David Moore’s malleable minimalism project Bing & Ruth returns with a streamlined ensemble, a sharp focus and a wordlessly evocative LockDown transcendence.
The New York composer David Moore’s penchant for a trance-inducing mixture of modern classical, drone, ambient and minimalism has been honed across a series of studiously composed and well received releases under the Bing & Ruth alias. Albums like City Lake and No Home of the Mind have plunged listeners into a dreamy, yearning sound world that seamlessly connects the dots between modern practitioners like Nils Frahm, Olafur Arnalds and Stars of the Lid and legendary progenitors Philip Glass and Steve Reich.

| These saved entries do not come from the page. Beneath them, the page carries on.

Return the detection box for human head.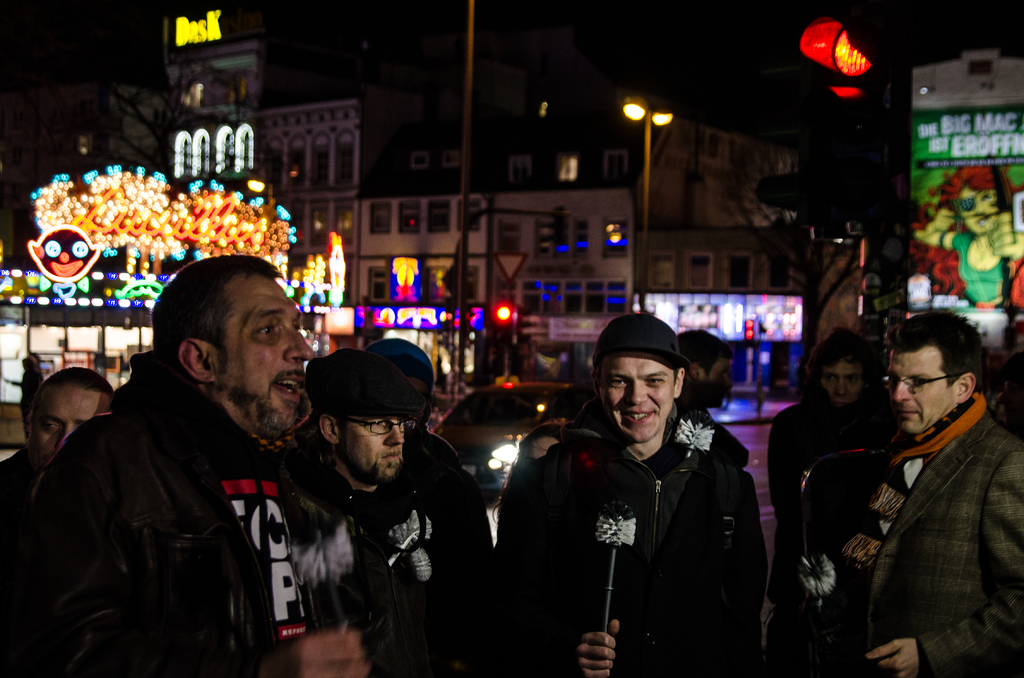
<region>300, 350, 419, 483</region>.
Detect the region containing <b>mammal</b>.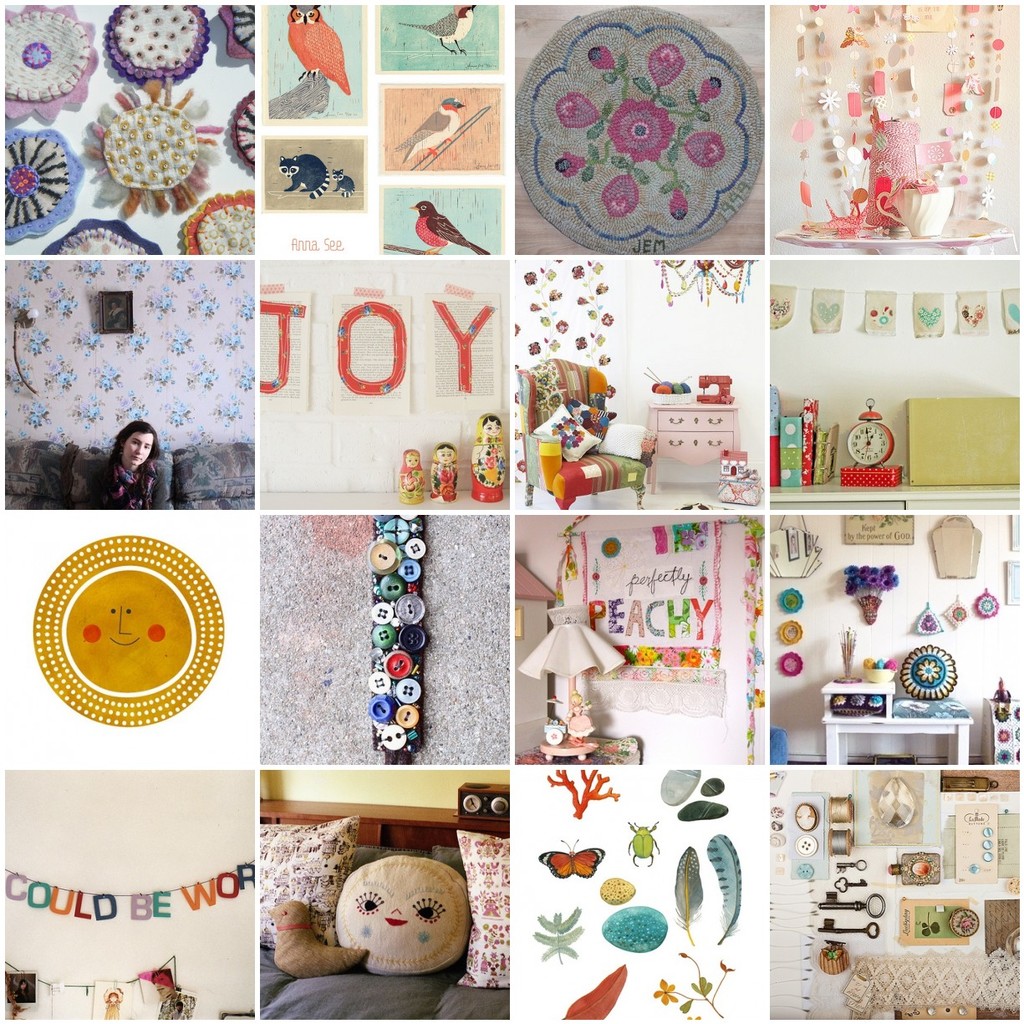
[left=104, top=986, right=122, bottom=1021].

On his fourth recording, Species, Moore’s ever-evolving project – now slimmed to three with founding members Jeremy Viner and Jeff Ratner on clarinet and acoustic bass – trades his customary piano for Farfisa organ and establishes a shimmering, refined elegance whilst retaining his music’s core elements of brooding sorrow, enveloping vastness and mournful contemplation. Inspired by Moore’s preoccupations with the desert and long-distance running as well as a spot of R & R in California’s Point Dume, Species plays out like a forlorn accumulation of gradual swells of piercing clarity amidst blistering heat and open spaces.

Body In A Room is our impressionistic gateway, a steadily cascading meditation built around foggy layers of arpeggiated organ and clusters of rising and falling tones. Badwater Psalm sounds like its title suggests, a queasy church hymn propelled heavenwards by sustained Farfisa and wheezing, sub-sonic bass.
The weightless, prog-infused bliss of Live Forever is laced with rapture and catharsis over its stately thirteen minutes, whilst the heart-rending, Terry Riley-inspired wonder of The Pressure of this Water pairs hypnotic ripples of organ with springing clarinet to eddying effect.
Recorded in the West Texas desert without dubbing or editing, Species is a rapt, immersive and spacious experience that harnesses the power of sacred choral music and flows like a graceful stream, painstakingly conjuring a dizzying sense of endless discovery that demands close attention.